The XMOS chips are potentially interesting, and I'd encourage anyone who is interested to buy one, in the form of an XMOS official developer board from under $100.

A-Eon on the other hand (it will come as no surprise in this thread) is yet another tiny company making announcements with old brand names. About 1.5 years ago now they announced the imminent arrival of their mysterious AmigaOne X1000 (they have a license to the name 'AmigaOne' via a similar chain of dodgy business deals to those described earlier).

Mid last year they announced that lucky "beta testers" would get to hand over a large quantity of money via irreversible international funds transfer to have the opportunity to buy the unfinished and as-yet untested bare motherboard for the X1000.

Some unknown number of people "applied" by sending money and filling out forms acknowledging that they're not consumers under EU law, and most recently A-Eon has seen fit to release some poor quality photographs of a handful of these boards being manufactured. Will some of the people get their chance to "beta test" this product? Sure, it could happen.

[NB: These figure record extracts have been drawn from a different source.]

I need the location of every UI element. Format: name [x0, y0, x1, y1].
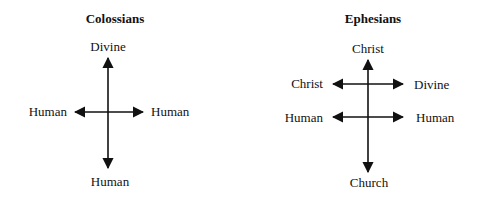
- ephesians-title: Ephesians: [345, 11, 401, 27]
- colossians-diagram: [75, 58, 143, 168]
- colossians-title: Colossians: [86, 11, 145, 27]
- ephesians-lower-left-label: Human: [285, 110, 323, 126]
- ephesians-diagram: [333, 60, 403, 172]
- colossians-left-label: Human: [29, 104, 67, 120]
- ephesians-upper-left-label: Christ: [291, 76, 323, 92]
- ephesians-top-label: Christ: [352, 41, 384, 57]
- colossians-bottom-label: Human: [91, 174, 129, 190]
- colossians-right-label: Human: [151, 104, 189, 120]
- arrows-layer: [0, 0, 478, 201]
- ephesians-lower-right-label: Human: [416, 110, 454, 126]
- ephesians-upper-right-label: Divine: [414, 77, 449, 93]
- colossians-top-label: Divine: [90, 39, 125, 55]
- ephesians-bottom-label: Church: [350, 175, 388, 191]
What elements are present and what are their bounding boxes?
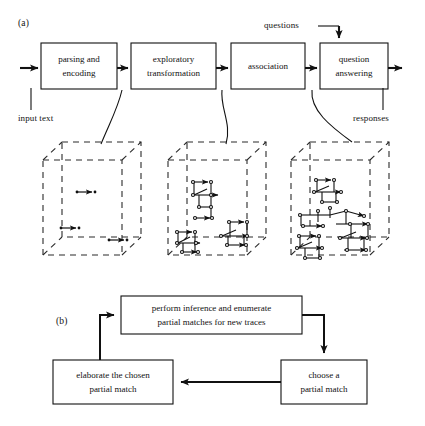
cycle-box-choose-partial-match[interactable] [281,360,367,404]
questions-label: questions [264,20,299,30]
figure-vector-layer [0,0,425,426]
memory-leader-3 [312,90,352,142]
pipeline-box-association[interactable] [231,43,305,89]
memory-cube-1[interactable] [43,142,141,255]
pipeline-box-parsing-encoding[interactable] [41,43,117,89]
input-text-label: input text [18,113,53,123]
panel-label-b: (b) [56,316,68,326]
cycle-box-perform-inference[interactable] [121,296,302,334]
questions-connector [318,26,339,38]
figure-container: (a) (b) parsing and encoding exploratory… [0,0,425,426]
memory-traces-1 [60,191,129,242]
memory-leader-2 [222,90,228,144]
responses-label: responses [353,113,389,123]
cycle-box-elaborate-partial-match[interactable] [53,360,173,404]
memory-cube-2[interactable] [168,142,266,255]
cycle-arrow-perform-to-choose [302,315,324,353]
pipeline-box-question-answering[interactable] [320,43,388,89]
memory-leader-1 [101,90,122,144]
panel-label-a: (a) [18,18,29,28]
cycle-arrow-elaborate-to-perform [100,315,114,360]
pipeline-box-exploratory-transformation[interactable] [131,43,216,89]
memory-traces-3 [296,179,370,260]
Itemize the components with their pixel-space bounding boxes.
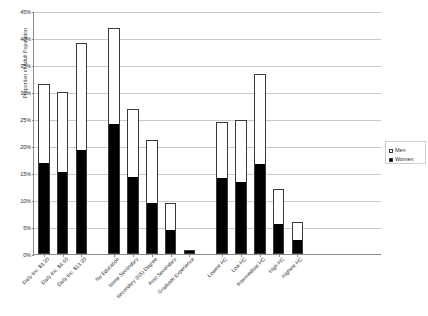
legend-label: Men <box>395 146 406 155</box>
stacked-bar[interactable] <box>216 122 228 254</box>
stacked-bar[interactable] <box>127 109 139 254</box>
legend-swatch-women <box>389 158 393 162</box>
stacked-bar[interactable] <box>38 84 50 254</box>
bar-segment-women[interactable] <box>39 163 49 253</box>
bar-segment-women[interactable] <box>255 164 265 253</box>
y-tick-label: 25% <box>20 117 31 123</box>
stacked-bar[interactable] <box>235 120 247 254</box>
y-tick-label: 15% <box>20 171 31 177</box>
y-tick-label: 40% <box>20 36 31 42</box>
bar-segment-women[interactable] <box>147 203 157 253</box>
bar-group[interactable]: Post Secondary <box>165 11 177 254</box>
bar-group[interactable]: Some Secondary <box>127 11 139 254</box>
y-tick-label: 30% <box>20 90 31 96</box>
y-tick-mark <box>32 255 34 256</box>
stacked-bar[interactable] <box>273 189 285 254</box>
x-tick-label: Low HC <box>230 256 247 273</box>
stacked-bar[interactable] <box>146 140 158 254</box>
x-tick-label: Lowest HC <box>206 256 228 278</box>
y-tick-label: 20% <box>20 144 31 150</box>
chart-legend: MenWomen <box>389 146 413 164</box>
chart-container: Proportion of Adult Population 0%5%10%15… <box>0 0 428 316</box>
bars-layer: Daily Inc. $3.30Daily Inc. $6.60Daily In… <box>34 12 381 254</box>
bar-segment-women[interactable] <box>109 124 119 253</box>
legend-item[interactable]: Women <box>389 155 413 164</box>
bar-group[interactable]: Daily Inc. $6.60 <box>57 11 69 254</box>
bar-group[interactable]: Daily Inc. $13.30 <box>76 11 88 254</box>
bar-group[interactable]: Low HC <box>235 11 247 254</box>
bar-group[interactable]: Highest HC <box>292 11 304 254</box>
x-tick-label: Graduate Experience <box>157 256 196 295</box>
bar-segment-women[interactable] <box>77 150 87 253</box>
bar-group[interactable]: Graduate Experience <box>184 11 196 254</box>
bar-segment-women[interactable] <box>185 251 195 253</box>
stacked-bar[interactable] <box>108 28 120 254</box>
bar-segment-women[interactable] <box>128 177 138 253</box>
legend-item[interactable]: Men <box>389 146 413 155</box>
y-tick-label: 5% <box>23 225 31 231</box>
y-tick-label: 10% <box>20 198 31 204</box>
y-tick-label: 45% <box>20 9 31 15</box>
bar-segment-women[interactable] <box>274 224 284 253</box>
stacked-bar[interactable] <box>292 222 304 254</box>
bar-group[interactable]: Intermediate HC <box>254 11 266 254</box>
legend-swatch-men <box>389 149 393 153</box>
plot-area: 0%5%10%15%20%25%30%35%40%45% Daily Inc. … <box>33 12 381 255</box>
bar-segment-women[interactable] <box>236 182 246 253</box>
stacked-bar[interactable] <box>76 43 88 254</box>
bar-group[interactable]: Lowest HC <box>216 11 228 254</box>
legend-label: Women <box>395 155 413 164</box>
bar-segment-women[interactable] <box>293 240 303 254</box>
bar-segment-women[interactable] <box>166 230 176 253</box>
stacked-bar[interactable] <box>57 92 69 254</box>
stacked-bar[interactable] <box>165 203 177 254</box>
bar-group[interactable]: No Education <box>108 11 120 254</box>
y-tick-label: 0% <box>23 252 31 258</box>
stacked-bar[interactable] <box>254 74 266 254</box>
bar-segment-women[interactable] <box>217 178 227 253</box>
bar-group[interactable]: Secondary (HS) Degree <box>146 11 158 254</box>
bar-group[interactable]: Daily Inc. $3.30 <box>38 11 50 254</box>
bar-group[interactable]: High HC <box>273 11 285 254</box>
y-tick-label: 35% <box>20 63 31 69</box>
bar-segment-women[interactable] <box>58 172 68 253</box>
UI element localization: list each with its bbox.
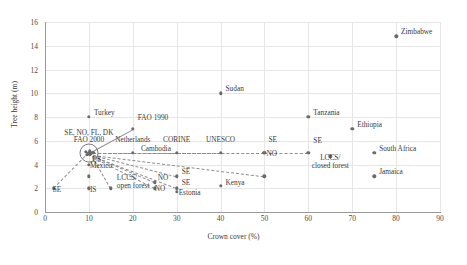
point-label: Estonia <box>179 189 201 197</box>
data-point[interactable] <box>372 175 375 178</box>
point-annotation: NO <box>266 150 277 158</box>
data-point[interactable] <box>87 115 90 118</box>
point-label: UNESCO <box>206 136 235 144</box>
point-annotation: FAO 1990 <box>138 114 168 122</box>
y-tick-label: 0 <box>0 208 38 217</box>
point-label: IS <box>90 186 97 194</box>
point-annotation: Turkey <box>94 109 115 117</box>
point-annotation: Jamaica <box>379 168 403 176</box>
point-annotation: NO <box>155 185 166 193</box>
gridline-horizontal <box>45 93 440 94</box>
point-annotation: SE <box>182 168 191 176</box>
data-point[interactable] <box>175 175 178 178</box>
cluster-label: SE, NO, FL, DKFAO 2000 <box>64 129 113 144</box>
y-tick-label: 14 <box>0 41 38 50</box>
point-annotation: South Africa <box>379 145 416 153</box>
data-point[interactable] <box>307 151 310 154</box>
point-annotation: Sudan <box>226 85 244 93</box>
y-tick-label: 4 <box>0 160 38 169</box>
gridline-horizontal <box>45 70 440 71</box>
data-point[interactable] <box>175 151 178 154</box>
x-tick-label: 10 <box>85 214 93 223</box>
data-point[interactable] <box>372 151 375 154</box>
x-tick-label: 20 <box>129 214 137 223</box>
point-sublabel: open forest <box>117 182 150 190</box>
point-label: Kenya <box>226 179 245 187</box>
point-annotation: NO <box>158 174 169 182</box>
point-annotation: LCCS/open forest <box>117 174 150 189</box>
data-point[interactable] <box>219 151 222 154</box>
y-tick-label: 12 <box>0 65 38 74</box>
point-annotation: Tanzania <box>313 109 339 117</box>
data-point[interactable] <box>394 35 397 38</box>
data-point[interactable] <box>307 115 310 118</box>
connector-line <box>93 153 264 154</box>
x-tick-label: 60 <box>305 214 313 223</box>
x-tick-label: 80 <box>392 214 400 223</box>
x-tick-label: 30 <box>173 214 181 223</box>
x-tick-label: 40 <box>217 214 225 223</box>
data-point[interactable] <box>263 175 266 178</box>
point-label: Ethiopia <box>357 121 382 129</box>
y-tick-label: 6 <box>0 136 38 145</box>
y-tick-label: 2 <box>0 184 38 193</box>
point-annotation: Netherlands <box>115 136 150 144</box>
point-label: Jamaica <box>379 168 403 176</box>
data-point[interactable] <box>109 187 112 190</box>
point-label: South Africa <box>379 145 416 153</box>
y-axis-title: Tree height (m) <box>10 65 19 145</box>
x-tick-label: 90 <box>436 214 444 223</box>
x-axis-line <box>45 212 441 213</box>
point-annotation: Kenya <box>226 179 245 187</box>
point-label: SE <box>313 137 322 145</box>
plot-area: SE, NO, FL, DKFAO 2000ZimbabweSudanTanza… <box>45 22 440 212</box>
scatter-chart: SE, NO, FL, DKFAO 2000ZimbabweSudanTanza… <box>0 0 467 265</box>
y-tick-label: 10 <box>0 89 38 98</box>
x-tick-label: 70 <box>348 214 356 223</box>
point-label: SE <box>182 168 191 176</box>
data-point[interactable] <box>219 184 222 187</box>
gridline-horizontal <box>45 117 440 118</box>
point-label: Tanzania <box>313 109 339 117</box>
point-annotation: Cambodia <box>141 145 171 153</box>
data-point[interactable] <box>131 127 134 130</box>
gridline-horizontal <box>45 188 440 189</box>
point-annotation: SE <box>53 186 62 194</box>
x-tick-label: 0 <box>43 214 47 223</box>
point-label: NO <box>155 185 166 193</box>
point-label: Zimbabwe <box>401 28 432 36</box>
point-label: NO <box>158 174 169 182</box>
point-annotation: CORINE <box>163 136 190 144</box>
point-label: SE <box>182 179 191 187</box>
x-axis-title: Crown cover (%) <box>0 232 467 241</box>
point-annotation: Estonia <box>179 189 201 197</box>
y-tick-label: 8 <box>0 113 38 122</box>
point-annotation: Zimbabwe <box>401 28 432 36</box>
y-axis-line <box>45 22 46 212</box>
data-point[interactable] <box>131 151 134 154</box>
point-annotation: SE <box>182 179 191 187</box>
point-annotation: UNESCO <box>206 136 235 144</box>
point-annotation: IS <box>90 186 97 194</box>
point-label: Netherlands <box>115 136 150 144</box>
cluster-label-line2: FAO 2000 <box>64 136 113 144</box>
point-annotation: SE <box>268 136 277 144</box>
point-label: FAO 1990 <box>138 114 168 122</box>
point-label: CORINE <box>163 136 190 144</box>
point-label: Sudan <box>226 85 244 93</box>
point-annotation: SE <box>313 137 322 145</box>
data-point[interactable] <box>87 175 90 178</box>
x-tick-label: 50 <box>261 214 269 223</box>
data-point[interactable] <box>351 127 354 130</box>
data-point[interactable] <box>219 92 222 95</box>
point-label: NO <box>266 150 277 158</box>
gridline-vertical <box>440 22 441 212</box>
point-sublabel: closed forest <box>312 162 349 170</box>
point-annotation: Ethiopia <box>357 121 382 129</box>
gridline-horizontal <box>45 46 440 47</box>
point-label: Cambodia <box>141 145 171 153</box>
point-annotation: LCCS/closed forest <box>312 154 349 169</box>
point-label: Mexico <box>90 162 112 170</box>
point-label: SE <box>268 136 277 144</box>
point-annotation: Mexico <box>90 162 112 170</box>
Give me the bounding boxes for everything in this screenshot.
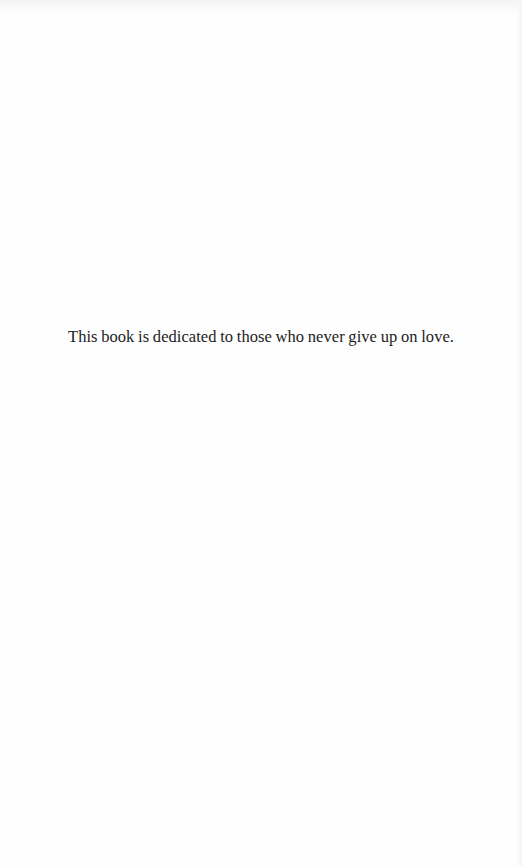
book-page: This book is dedicated to those who neve… — [0, 0, 522, 866]
scan-edge-top — [0, 0, 522, 14]
scan-edge-right — [516, 0, 522, 866]
dedication-text: This book is dedicated to those who neve… — [0, 326, 522, 348]
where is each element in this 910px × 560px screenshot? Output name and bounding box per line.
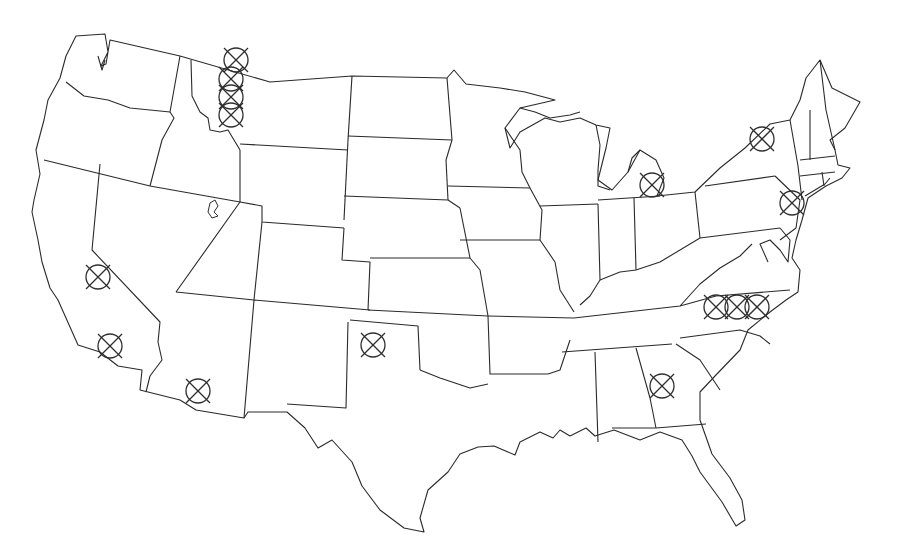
us-outline	[32, 34, 860, 532]
us-map	[0, 0, 910, 560]
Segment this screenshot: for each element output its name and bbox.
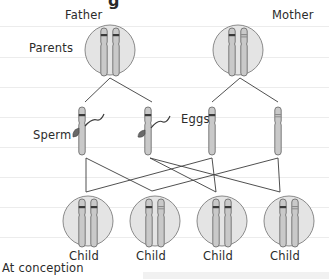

The device itself is a fairly uninteresting dual-core PowerPC system of the sort Apple were unable to get shrunk down into laptops fast enough to retain customer interest last decade before they went Intel. Plus an XMOS chip is included on the motherboard for no particularly good reason except that it encourages rationalising of the sort jwmittag attempted - the Commodore Amiga had custom chips, and this is a customisable chip, so it's kinda similar?